As explained at Optimizing DirectX apps for low latency input..., the use of DXGI_SWAP_CHAIN_FLAG_FRAME_LATENCY_WAITABLE_OBJECT can make the application more responsive. I have a couple of questions on this:
Thanks
The call to Present (or Present1) is non-blocking and returns pretty quickly. It just indicates to the API that you are done with the frame and are ready to show the frame buffer. In order to keep the CPU from getting too far ahead of the GPU, Windows by default will block on the Present once 3 frames are queued up. This normally will smooth out in apps at some steady-rate, but this additional latency can be a real problem for touch-based UI applications.
CoreWindow APIs are only usable for WinRT-based platforms like UWP for Windows 10, Windows Store, Windows phone 8, and Xbox one. They are not usable for Windows desktop apps.
What you can do in a Windows desktop app is use the DXGI_PRESENT_DO_NOT_WAIT flag and if the Present returns a failure code of DXGI_PRESENT_DO_NOT_WAIT your applications knows that it's got a number of frames queued up. You could do other work to wait a bit, throttle your content, or do other clever things with this but most games just run 'flat out' and let the game block if it's rendering too fast.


### Instructions for the task
Copy out each line containing "caption" from the entries below.

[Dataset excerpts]
□ □ □ □ □

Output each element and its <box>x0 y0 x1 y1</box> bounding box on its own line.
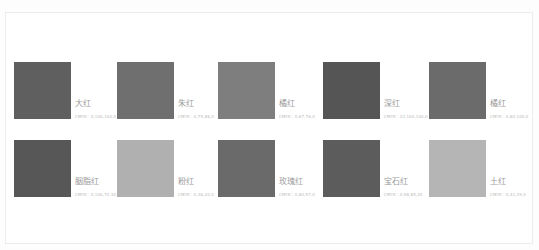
swatch-card: 朱红 CMYK：0,75,88,0 <box>117 62 217 122</box>
swatch-cmyk: CMYK：22,100,100,0 <box>384 113 428 119</box>
swatch-name: 宝石红 <box>384 175 408 186</box>
swatch-card: 粉红 CMYK：0,36,20,0 <box>117 140 217 200</box>
swatch-cmyk: CMYK：0,75,88,0 <box>178 113 214 119</box>
color-swatch[interactable] <box>14 140 71 197</box>
swatch-cmyk: CMYK：0,80,100,0 <box>490 113 528 119</box>
color-swatch[interactable] <box>429 62 486 119</box>
swatch-cmyk: CMYK：0,100,100,0 <box>75 113 116 119</box>
swatch-card: 深红 CMYK：22,100,100,0 <box>323 62 423 122</box>
swatch-card: 橘红 CMYK：0,80,100,0 <box>429 62 529 122</box>
color-swatch[interactable] <box>14 62 71 119</box>
color-swatch[interactable] <box>218 140 275 197</box>
swatch-card: 胭脂红 CMYK：0,100,70,30 <box>14 140 114 200</box>
swatch-name: 橘红 <box>490 97 506 108</box>
swatch-name: 朱红 <box>178 97 194 108</box>
swatch-cmyk: CMYK：0,100,70,30 <box>75 191 116 197</box>
swatch-name: 深红 <box>384 97 400 108</box>
color-swatch[interactable] <box>429 140 486 197</box>
swatch-card: 大红 CMYK：0,100,100,0 <box>14 62 114 122</box>
swatch-cmyk: CMYK：0,98,85,20 <box>384 191 422 197</box>
swatch-card: 玫瑰红 CMYK：0,80,57,0 <box>218 140 318 200</box>
color-swatch[interactable] <box>323 62 380 119</box>
swatch-name: 粉红 <box>178 175 194 186</box>
color-swatch[interactable] <box>117 140 174 197</box>
swatch-cmyk: CMYK：0,67,76,0 <box>279 113 315 119</box>
swatch-card: 土红 CMYK：0,42,29,0 <box>429 140 529 200</box>
swatch-name: 橘红 <box>279 97 295 108</box>
color-swatch[interactable] <box>218 62 275 119</box>
swatch-name: 玫瑰红 <box>279 175 303 186</box>
palette-panel <box>5 12 533 244</box>
swatch-cmyk: CMYK：0,36,20,0 <box>178 191 214 197</box>
swatch-card: 橘红 CMYK：0,67,76,0 <box>218 62 318 122</box>
swatch-name: 胭脂红 <box>75 175 99 186</box>
swatch-card: 宝石红 CMYK：0,98,85,20 <box>323 140 423 200</box>
swatch-cmyk: CMYK：0,42,29,0 <box>490 191 526 197</box>
swatch-name: 大红 <box>75 97 91 108</box>
color-swatch[interactable] <box>323 140 380 197</box>
color-swatch[interactable] <box>117 62 174 119</box>
swatch-cmyk: CMYK：0,80,57,0 <box>279 191 315 197</box>
swatch-name: 土红 <box>490 175 506 186</box>
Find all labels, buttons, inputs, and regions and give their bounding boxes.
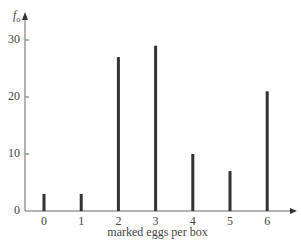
bars	[43, 46, 269, 211]
y-tick-label: 20	[0, 89, 20, 104]
axes	[22, 12, 297, 214]
y-tick-label: 10	[0, 146, 20, 161]
bar-2	[117, 57, 120, 211]
y-axis-title-sub: o	[16, 15, 20, 24]
y-tick-label: 0	[0, 203, 20, 218]
bar-0	[43, 194, 46, 211]
stem-chart: fo 0102030 0123456 marked eggs per box	[0, 0, 301, 244]
y-tick-label: 30	[0, 32, 20, 47]
bar-5	[229, 171, 232, 211]
x-axis-title: marked eggs per box	[0, 225, 301, 240]
bar-4	[191, 154, 194, 211]
bar-3	[154, 46, 157, 211]
bar-1	[80, 194, 83, 211]
y-axis-title: fo	[13, 8, 20, 24]
x-axis-arrow-icon	[290, 208, 297, 214]
chart-canvas	[0, 0, 301, 244]
bar-6	[266, 91, 269, 211]
y-axis-arrow-icon	[22, 12, 28, 20]
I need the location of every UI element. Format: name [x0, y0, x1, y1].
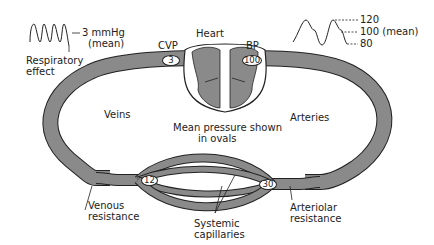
venous-resistance-oval: 12	[141, 175, 158, 186]
venous-resistance-label-line1: Venous	[88, 200, 124, 211]
respiratory-label-line2: effect	[26, 66, 55, 77]
center-note-line1: Mean pressure shown	[173, 122, 282, 133]
capillaries-label-line1: Systemic	[194, 218, 240, 229]
mean-arterial-pressure: 100 (mean)	[360, 26, 418, 37]
respiratory-label-line1: Respiratory	[26, 55, 83, 66]
venous-pressure-value: 3 mmHg	[82, 27, 125, 38]
arteriolar-resistance-label-line1: Arteriolar	[290, 202, 337, 213]
venous-waveform	[30, 24, 80, 52]
heart-label: Heart	[196, 28, 224, 39]
systolic-pressure: 120	[360, 14, 379, 25]
capillary-bed	[138, 158, 272, 207]
arterial-waveform	[293, 20, 358, 45]
arteriolar-resistance-label-line2: resistance	[290, 213, 341, 224]
cvp-value-oval: 3	[162, 55, 180, 66]
diastolic-pressure: 80	[360, 38, 373, 49]
arteriolar-resistance-oval: 30	[259, 179, 277, 190]
cvp-label: CVP	[158, 40, 178, 51]
center-note-line2: in ovals	[198, 133, 236, 144]
bp-label: BP	[246, 40, 259, 51]
bp-value-oval: 100	[242, 55, 262, 66]
arteries-label: Arteries	[290, 112, 329, 123]
venous-pressure-mean: (mean)	[88, 38, 124, 49]
capillaries-label-line2: capillaries	[194, 229, 245, 240]
venous-resistance-label-line2: resistance	[88, 211, 139, 222]
veins-label: Veins	[104, 109, 131, 120]
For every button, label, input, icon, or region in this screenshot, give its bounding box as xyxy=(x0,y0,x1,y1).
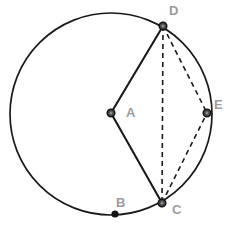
vertex-markers xyxy=(107,22,211,217)
vertex-point-core-e xyxy=(206,112,209,115)
geometry-diagram: A B C D E xyxy=(0,0,234,229)
vertex-label-e: E xyxy=(214,97,223,112)
vertex-point-core-a xyxy=(110,112,113,115)
segment-a-c xyxy=(111,113,162,203)
segment-d-c xyxy=(162,26,163,203)
vertex-label-b: B xyxy=(116,195,125,210)
vertex-point-core-c xyxy=(161,202,164,205)
vertex-label-a: A xyxy=(126,105,136,120)
segment-d-e xyxy=(163,26,207,113)
vertex-label-d: D xyxy=(169,3,178,18)
vertex-point-core-d xyxy=(162,25,165,28)
vertex-point-b xyxy=(111,210,118,217)
vertex-label-c: C xyxy=(172,202,182,217)
segment-c-e xyxy=(162,113,207,203)
segment-a-d xyxy=(111,26,163,113)
geometry-canvas: A B C D E xyxy=(0,0,234,229)
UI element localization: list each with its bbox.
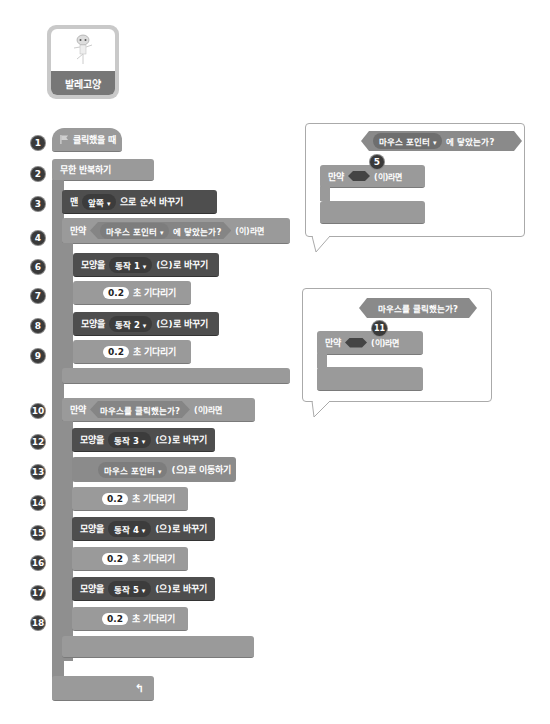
- if-bottom: [317, 367, 423, 391]
- switch-costume-block[interactable]: 모양을 동작 4 ▾ (으)로 바꾸기: [72, 517, 215, 541]
- switch-label: 모양을: [81, 317, 105, 330]
- wait-block[interactable]: 0.2 초 기다리기: [72, 487, 188, 511]
- sprite-thumbnail[interactable]: 발레고양: [47, 25, 119, 99]
- forever-block[interactable]: 무한 반복하기: [52, 159, 154, 181]
- if-mouse-down-block[interactable]: 만약 마우스를 클릭했는가? (이)라면: [62, 398, 255, 422]
- if-label: 만약: [70, 403, 86, 416]
- if-wall: [317, 354, 327, 368]
- wait-block[interactable]: 0.2 초 기다리기: [72, 547, 188, 571]
- switch-label: 모양을: [80, 522, 104, 535]
- sprite-name: 발레고양: [51, 71, 115, 95]
- step-marker: 13: [31, 465, 45, 479]
- switch-costume-block[interactable]: 모양을 동작 5 ▾ (으)로 바꾸기: [72, 577, 215, 601]
- layer-dropdown[interactable]: 앞쪽 ▾: [82, 194, 116, 210]
- switch-label: 모양을: [81, 258, 105, 271]
- switch-costume-block[interactable]: 모양을 동작 1 ▾ (으)로 바꾸기: [73, 253, 219, 277]
- wait-seconds-input[interactable]: 0.2: [103, 346, 129, 358]
- step-marker: 18: [31, 616, 45, 630]
- if-wall: [320, 187, 330, 201]
- touching-dropdown[interactable]: 마우스 포인터 ▾: [373, 133, 442, 149]
- switch-suffix: (으)로 바꾸기: [156, 317, 207, 330]
- condition-slot[interactable]: [345, 338, 367, 348]
- touching-sensor-block[interactable]: 마우스 포인터 ▾ 에 닿았는가?: [361, 131, 522, 151]
- wait-suffix: 초 기다리기: [132, 612, 175, 625]
- step-marker: 15: [31, 526, 45, 540]
- if-touching-block[interactable]: 만약 마우스 포인터 ▾ 에 닿았는가? (이)라면: [62, 218, 290, 244]
- switch-suffix: (으)로 바꾸기: [156, 258, 207, 271]
- step-marker: 8: [31, 319, 45, 333]
- touching-dropdown[interactable]: 마우스 포인터 ▾: [100, 223, 169, 239]
- costume-dropdown[interactable]: 동작 2 ▾: [109, 316, 152, 332]
- mouse-down-label: 마우스를 클릭했는가?: [100, 404, 180, 416]
- hat-label: 클릭했을 때: [73, 133, 116, 146]
- condition-slot[interactable]: [348, 171, 370, 181]
- step-marker: 1: [31, 136, 45, 150]
- then-label: (이)라면: [235, 225, 263, 236]
- wait-suffix: 초 기다리기: [133, 286, 176, 299]
- mouse-down-sensor-block[interactable]: 마우스를 클릭했는가?: [359, 298, 477, 318]
- wait-suffix: 초 기다리기: [132, 492, 175, 505]
- step-marker: 6: [31, 260, 45, 274]
- step-marker: 17: [31, 586, 45, 600]
- step-marker: 9: [31, 349, 45, 363]
- if1-bottom: [62, 368, 290, 384]
- mouse-down-label: 마우스를 클릭했는가?: [378, 302, 458, 314]
- if-label: 만약: [70, 224, 86, 237]
- switch-label: 모양을: [80, 582, 104, 595]
- go-to-front-block[interactable]: 맨 앞쪽 ▾ 으로 순서 바꾸기: [62, 190, 217, 214]
- go-to-block[interactable]: 마우스 포인터 ▾ (으)로 이동하기: [72, 457, 236, 482]
- costume-dropdown[interactable]: 동작 3 ▾: [108, 432, 151, 448]
- wait-suffix: 초 기다리기: [132, 552, 175, 565]
- wait-suffix: 초 기다리기: [133, 345, 176, 358]
- step-marker: 4: [31, 231, 45, 245]
- if-label: 만약: [328, 170, 344, 183]
- switch-label: 모양을: [80, 433, 104, 446]
- wait-seconds-input[interactable]: 0.2: [102, 613, 128, 625]
- if-block-template[interactable]: 만약 (이)라면: [317, 331, 423, 355]
- costume-dropdown[interactable]: 동작 1 ▾: [109, 257, 152, 273]
- wait-seconds-input[interactable]: 0.2: [102, 493, 128, 505]
- green-flag-icon: [60, 135, 69, 144]
- switch-suffix: (으)로 바꾸기: [155, 433, 206, 446]
- step-marker: 12: [31, 435, 45, 449]
- forever-bottom: ↰: [52, 676, 154, 701]
- step-marker: 11: [372, 321, 387, 336]
- step-marker: 7: [31, 289, 45, 303]
- touching-suffix: 에 닿았는가?: [173, 225, 221, 237]
- costume-dropdown[interactable]: 동작 4 ▾: [108, 521, 151, 537]
- callout-tail-icon: [310, 401, 340, 419]
- forever-label: 무한 반복하기: [60, 163, 111, 176]
- touching-suffix: 에 닿았는가?: [446, 135, 494, 147]
- switch-costume-block[interactable]: 모양을 동작 2 ▾ (으)로 바꾸기: [73, 312, 219, 336]
- when-flag-clicked-block[interactable]: 클릭했을 때: [52, 128, 122, 152]
- wait-seconds-input[interactable]: 0.2: [102, 553, 128, 565]
- goto-suffix: (으)로 이동하기: [171, 463, 230, 476]
- then-label: (이)라면: [194, 404, 222, 415]
- if-label: 만약: [325, 336, 341, 349]
- step-marker: 16: [31, 556, 45, 570]
- step-marker: 14: [31, 496, 45, 510]
- if1-wall: [62, 243, 73, 369]
- wait-seconds-input[interactable]: 0.2: [103, 287, 129, 299]
- if-block-template[interactable]: 만약 (이)라면: [320, 165, 425, 188]
- ballet-cat-icon: [51, 29, 115, 71]
- goto-target-dropdown[interactable]: 마우스 포인터 ▾: [98, 462, 167, 478]
- wait-block[interactable]: 0.2 초 기다리기: [72, 607, 188, 631]
- go-front-prefix: 맨: [70, 195, 78, 208]
- wait-block[interactable]: 0.2 초 기다리기: [73, 281, 191, 305]
- callout-tail-icon: [310, 236, 340, 254]
- touching-condition[interactable]: 마우스 포인터 ▾ 에 닿았는가?: [90, 222, 231, 239]
- switch-costume-block[interactable]: 모양을 동작 3 ▾ (으)로 바꾸기: [72, 428, 215, 452]
- then-label: (이)라면: [371, 337, 399, 348]
- step-marker: 2: [31, 167, 45, 181]
- step-marker: 3: [31, 197, 45, 211]
- costume-dropdown[interactable]: 동작 5 ▾: [108, 581, 151, 597]
- mouse-down-condition[interactable]: 마우스를 클릭했는가?: [90, 401, 190, 418]
- step-marker: 5: [370, 155, 384, 169]
- switch-suffix: (으)로 바꾸기: [155, 522, 206, 535]
- wait-block[interactable]: 0.2 초 기다리기: [73, 340, 191, 364]
- then-label: (이)라면: [374, 171, 402, 182]
- if-bottom: [320, 201, 425, 224]
- step-marker: 10: [31, 404, 45, 418]
- repeat-arrow-icon: ↰: [135, 682, 144, 695]
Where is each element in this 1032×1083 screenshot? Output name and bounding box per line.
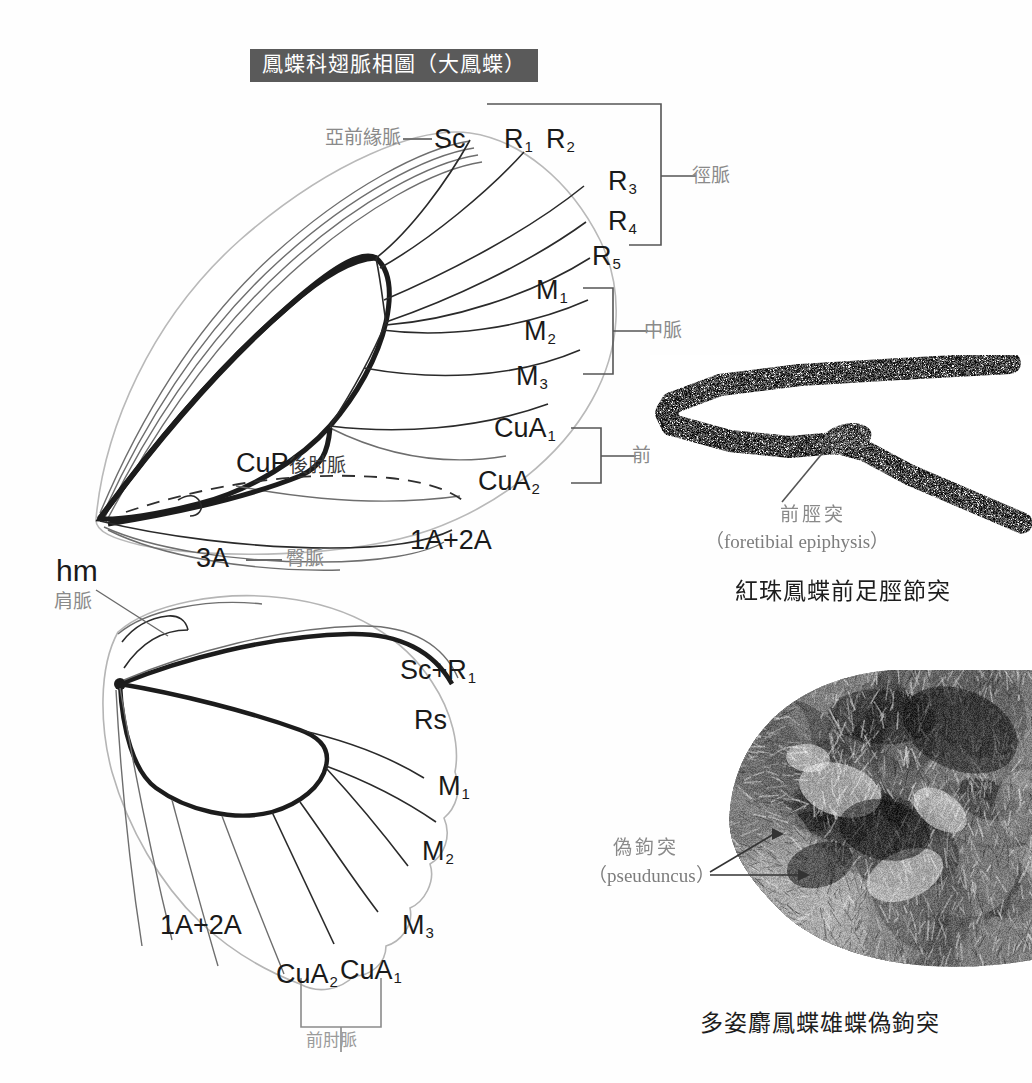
- label-r2: R2: [546, 126, 574, 153]
- caption-genitalia: 多姿麝鳳蝶雄蝶偽鉤突: [700, 1012, 940, 1035]
- label-m2: M2: [524, 318, 555, 345]
- label-m2-hindwing: M2: [422, 838, 453, 865]
- foretibia-callout-svg: [760, 440, 880, 510]
- label-1a2a-hindwing: 1A+2A: [160, 912, 242, 939]
- label-hm: hm: [56, 556, 98, 586]
- label-cua1-hindwing: CuA1: [340, 957, 401, 984]
- label-sc: Sc: [434, 126, 466, 153]
- label-1a2a-forewing: 1A+2A: [410, 527, 492, 554]
- label-m3-hindwing: M3: [402, 912, 433, 939]
- caption-foretibia: 紅珠鳳蝶前足脛節突: [735, 580, 951, 603]
- pseuduncus-callout-svg: [700, 820, 830, 890]
- label-cua2: CuA2: [478, 468, 539, 495]
- label-cua2-hindwing: CuA2: [276, 961, 337, 988]
- label-foretibial-sci: （foretibial epiphysis）: [705, 532, 889, 551]
- label-subcostal-cn: 亞前緣脈: [325, 128, 401, 147]
- label-hindwing-cubital-cn: 前肘脈: [306, 1032, 357, 1049]
- label-pseuduncus-cn: 偽鉤突: [613, 838, 679, 857]
- label-r3: R3: [608, 168, 636, 195]
- label-r4: R4: [608, 208, 636, 235]
- label-radial-bracket-cn: 徑脈: [692, 166, 730, 185]
- label-r1: R1: [504, 126, 532, 153]
- label-cua1: CuA1: [494, 415, 555, 442]
- label-rs-hindwing: Rs: [414, 707, 447, 734]
- label-foretibial-cn: 前脛突: [780, 505, 846, 524]
- label-m1: M1: [536, 277, 567, 304]
- label-m3: M3: [516, 363, 547, 390]
- cubital-bracket: [571, 428, 601, 483]
- label-pseuduncus-sci: （pseuduncus）: [588, 866, 715, 885]
- label-r5: R5: [592, 243, 620, 270]
- label-medial-bracket-cn: 中脈: [644, 321, 682, 340]
- label-m1-hindwing: M1: [438, 773, 469, 800]
- label-cup: CuP後肘脈: [236, 450, 346, 477]
- label-sc-r1-hindwing: Sc+R1: [400, 657, 475, 684]
- label-hm-cn: 肩脈: [54, 592, 92, 611]
- plate-background: 鳳蝶科翅脈相圖（大鳳蝶）: [0, 0, 1032, 1083]
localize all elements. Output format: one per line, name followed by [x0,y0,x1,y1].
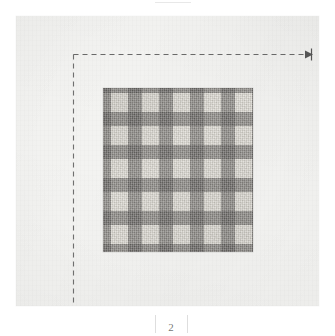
scanned-page-canvas: 2 [0,0,335,336]
page-number: 2 [155,321,187,331]
top-crop-mark [155,2,191,3]
swatch-shading-overlay [103,88,253,252]
footer-rule-right [187,315,188,333]
gingham-fabric-swatch [103,88,253,252]
page-footer: 2 [0,313,335,336]
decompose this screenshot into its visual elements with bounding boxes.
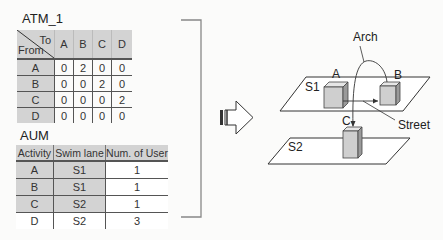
plane-s2-label: S2 [288,140,303,154]
arch-label: Arch [353,30,378,44]
bracket-icon [181,20,201,217]
activity-box-b [380,82,400,105]
right-arrow-icon [220,101,253,134]
arch-leader-line [360,46,364,62]
activity-box-a [324,82,348,108]
street-label: Street [398,118,430,132]
box-a-label: A [332,67,340,81]
activity-box-c [343,127,362,158]
box-b-label: B [394,68,402,82]
box-c-label: C [342,114,351,128]
plane-s1-label: S1 [305,80,320,94]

□ □ □ □ □

### Response box
- caption-genitalia: 多姿麝鳳蝶雄蝶偽鉤突: [700, 1012, 940, 1035]
- caption-foretibia: 紅珠鳳蝶前足脛節突: [735, 580, 951, 603]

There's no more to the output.